CHARLES SIMONDS
From FRAC Centre-Val de Loire:
Charles Simonds has been a major figure on the international arts scene for the last fifty years. A prolific creator, close to the American environmentalist artists and those involved in Land Art, such as Robert Smithson, he has built an original and powerful body of work through sculpture, performance, film and architecture.

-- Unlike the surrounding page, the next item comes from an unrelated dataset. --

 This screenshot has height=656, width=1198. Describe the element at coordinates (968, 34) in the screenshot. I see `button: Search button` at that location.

In the early 1970s, he first gained attention with his miniature architectural sculptures placed in the crevices of buildings on New York’s Lower East Side, but also in Paris and Berlin. Made from minuscule clay bricks, these ephemeral constructions (Dwellings) are the vestiges of a fictive civilization for which the artist imagined a history and even a complete system of beliefs. By locating his performances in desert landscapes (landscape <-> body <-> dwellings), by employing archeological motifs and labyrinthine forms (Maze), Simonds opens his universe to a broad range of references (anthropological, literary, etc.) and reveals his fascination for the origins of humanity. Through his imaginary dream world the artist also succeeds in raising awareness of the practical issues faced by contemporary society – environmental concerns (Stanley-Tankel-Memorial), the search for new habitat styles (Floating cities, Growth House) etc.

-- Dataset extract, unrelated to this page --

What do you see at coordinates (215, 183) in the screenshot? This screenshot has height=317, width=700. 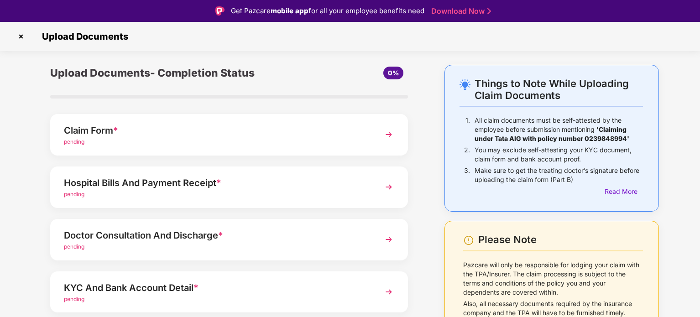 I see `div: Hospital Bills And Payment Receipt` at bounding box center [215, 183].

Born in 1945 in New York City, where he currently lives, Charles Simonds has taught at Montclair State College in New Jersey, Skidmore College in Saratoga Springs N.Y., at the State College, Old Westbury N.Y. and at the Virginia Commonwealth University. His work has been exhibited around the globe, been the subject of numerous publications, and is held by prestigious collections, among which the Whitney Museum and the MoMA in New York and the Centre Pompidou in Paris.